And then the scooter. A couple, also on the tail end of a night out. They say hello and we get chatting. Fast forward 15 minutes and we're having a room party in the Faik Pasha with our third batch of new friends for the night. We swap turns on YouTube — they play a Turkish song, we play a Kiwi one. It's a cultural exchange powered by French liqueur and a lack of desire to sleep.
And so typical of a night out in Istanbul, where you make friends faster and easier than any other city I've been to in the world; where the desire to interact with visitors is genuine and limitless.
By the last night of our week, we've relocated to Kadikoy on the Asian side. We set out for a quiet dinner, choosing By Esat, a seafood restaurant right by the hotel. Happily exhausted after a week of socialising, we vow to actively avoid making any new friends.
No chance. Two locals at the table next to ours — partners in a design firm — quickly strike up a conversation. As the seafood delicacies pile up, there are toasts of raki — the aniseed-flavoured national drink — and another wide-ranging conversation begins that continues long past dessert.
If the hospitality isn't enough, then there are the cats. The movie Kedi, a meditation on the wondrous lives of the cats of Istanbul, is one of the sleeper hits of 2017, having gained traction on the festival circuit last year. Shot on a low budget, it's already taken more than US$4 million and counting. IndieWire has called it the "Citizen Kane of cat movies". I'm not sure Orson Welles would be down with that description, but it has somehow caught the interwebby, zeitgeisty obsession with anything feline and transmuted into cinema gold.
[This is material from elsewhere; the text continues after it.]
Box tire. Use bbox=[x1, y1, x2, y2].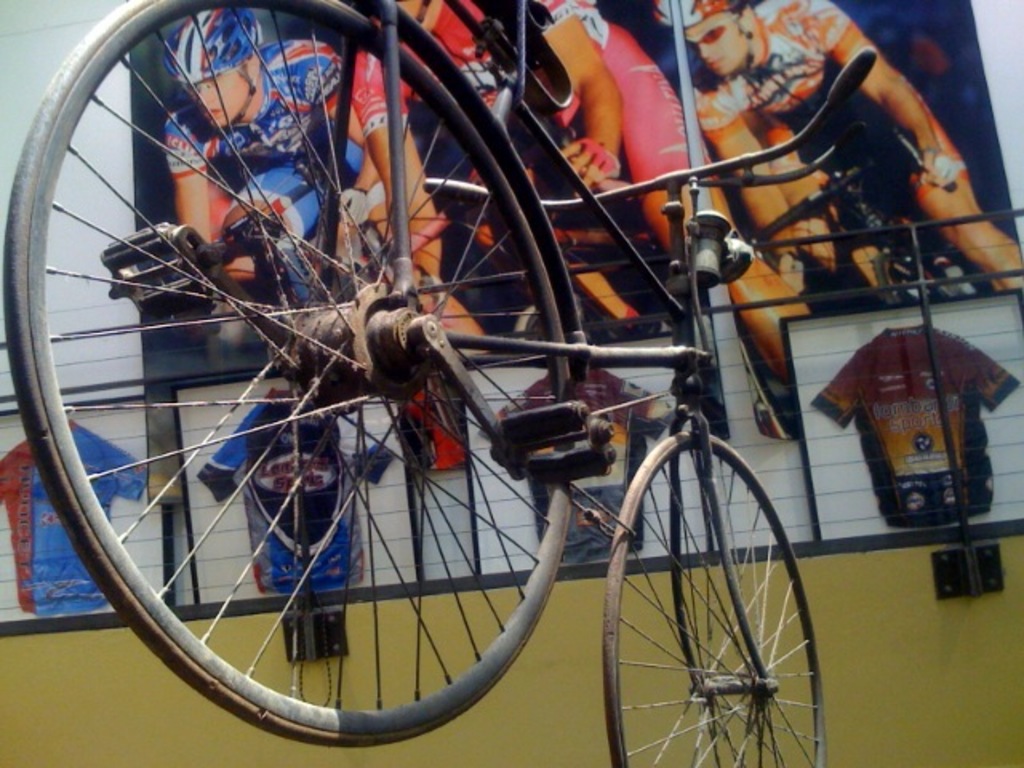
bbox=[875, 251, 957, 307].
So Istanbul is having its cat-powered moment (maybe a name change is in order — Catstantinople?) and in Beyoglu, the medina-like district across the Golden Horn from the old city, you'll find peak Istanbul cat.
They're everywhere: in doorways, asleep on air conditioning units, balconies — every nook and crevice has some feline presence. They come in singles, they come in packs.
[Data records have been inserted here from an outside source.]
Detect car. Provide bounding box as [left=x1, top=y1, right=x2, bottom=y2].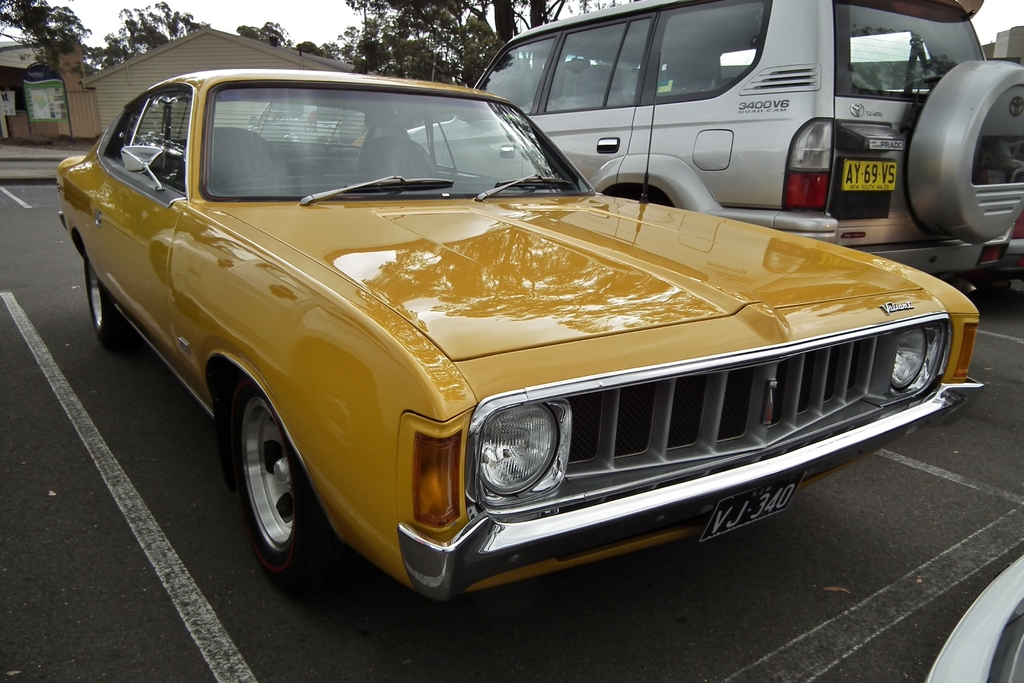
[left=68, top=86, right=967, bottom=616].
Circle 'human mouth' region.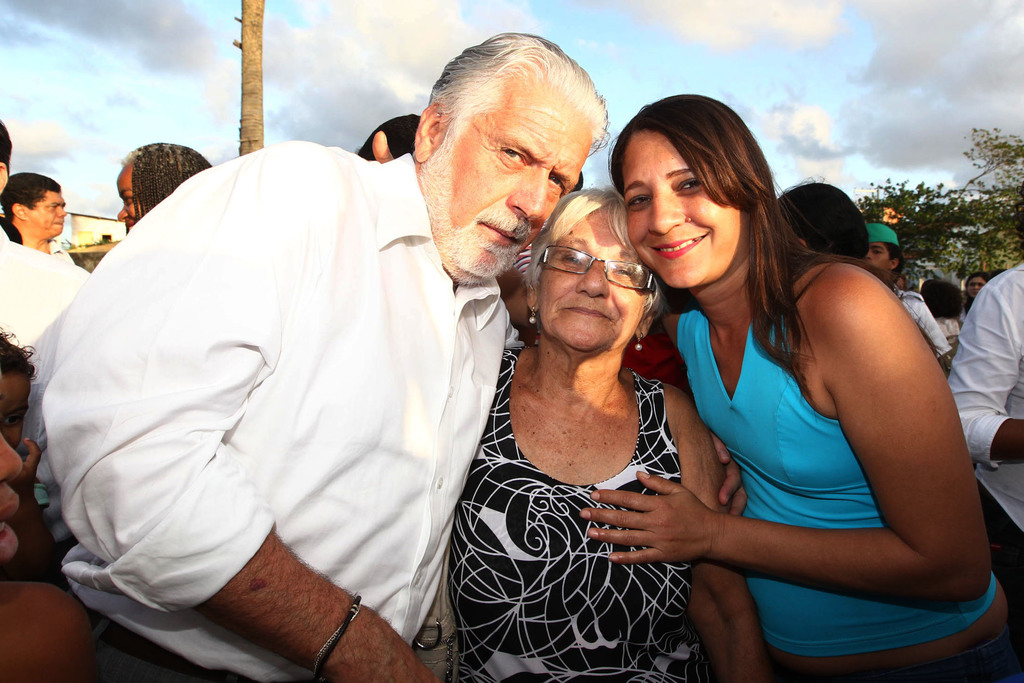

One shop we stop to browse in — cool, modern Turkish furnishings — has a three-legged ginger cat stationed outside. It follows us into the shop. The man who owns the place tells us he adopted it from the streets and admits he's become completely attached to the creature. His lucky charm, he says.
Our hotel courtyard at the Faik Pasha has at least four milling about or snoozing.
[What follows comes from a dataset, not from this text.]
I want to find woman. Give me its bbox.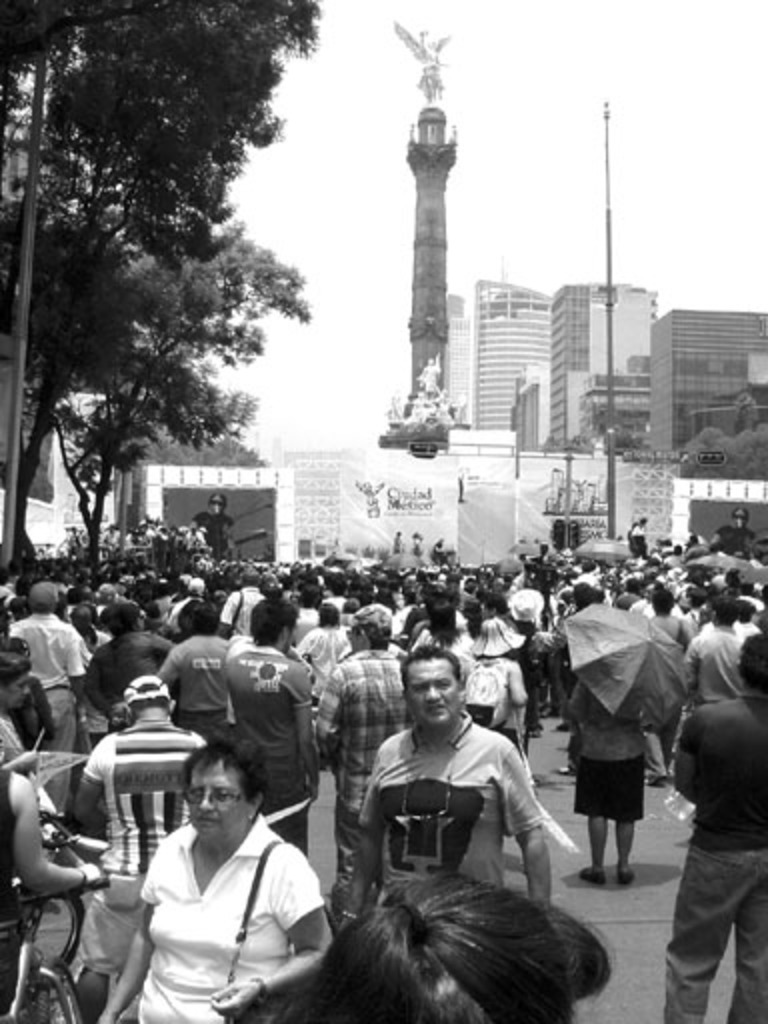
116,744,342,1018.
Some people say the cats are merely a cute distraction from the deep truths of Istanbul and wider Turkey. This is a city that's taken its fair share of hits in the new era of extremist terrorism. Prime Minister Recep Tayyip Erdogan's determination to stamp out activism and political opposition is casting a dark shadow across the Turkish soul. People talk about it, but quite rightly it makes them unhappy and uncomfortable.
As tourists here for just seven days, we decide to stick to our tourist knitting. And in that game, Istanbul rolls out the red Turkish carpet every time — though everywhere you go it's noticeable the numbers are down. The city is on the hot destination lists but the reality is, mainstream tourists are spooked and staying away.
On the ground, this fear factor feels ridiculous: in a city of 15 million people (officially, the locals reckon it's more like 20 million) your odds of running into trouble are, I'd wager, microscopic.
We tour the famous and fabulous Grand Bazaar, the Spice Bazaar and the most crowded one, the truly trapped-in-time Textiles Market, (think polyester suits circa 1960) with zero sense of unease. The other tourists we encounter are an unexpected mix: a lot of Russians, Chinese and Eastern Europeans.
We hit the tourist-book standards like the vast Blue Mosque, the Galata Tower and the Istanbul Modern Art Museum. We gape at the magnificence of the soaring Hagia Sophia cathedral and the subterranean Basilica Cistern, a beautifully ornate underground water reservoir. Both the Hagia Sophia and the Cistern were built by Emperor Justinian 1 in the 6th century. Justinian and his wife, Theodora, are the coolest couple you could hope to find and their legacies are worth a trip to Istanbul alone.
We take a bus out to the Rumelihisari Fortress, and, in the company of our new friend Ozlem, a woman we met in a bar and who offered to spend her Sunday showing us the sights, we take a trip to Ortakoy, where the trinkets are staked high, the buyers few, and the tour boats leave for excursions on the Bosporus.
A week in Istanbul is a mere heartbeat in the long, timeless story of this city, a place with such a deep, rich history. You could spend aeons here and still find something new. And while tourism fatigue is hitting places like Barcelona and Paris, in Istanbul you can guarantee you'll be welcomed with open arms. So there's never been a better time to go — especially if you're a cat person.
Checklist
GETTING THERE
Qatar Airways flies from Auckland to Istanbul, via Doha with return Economy Class fares from $1549.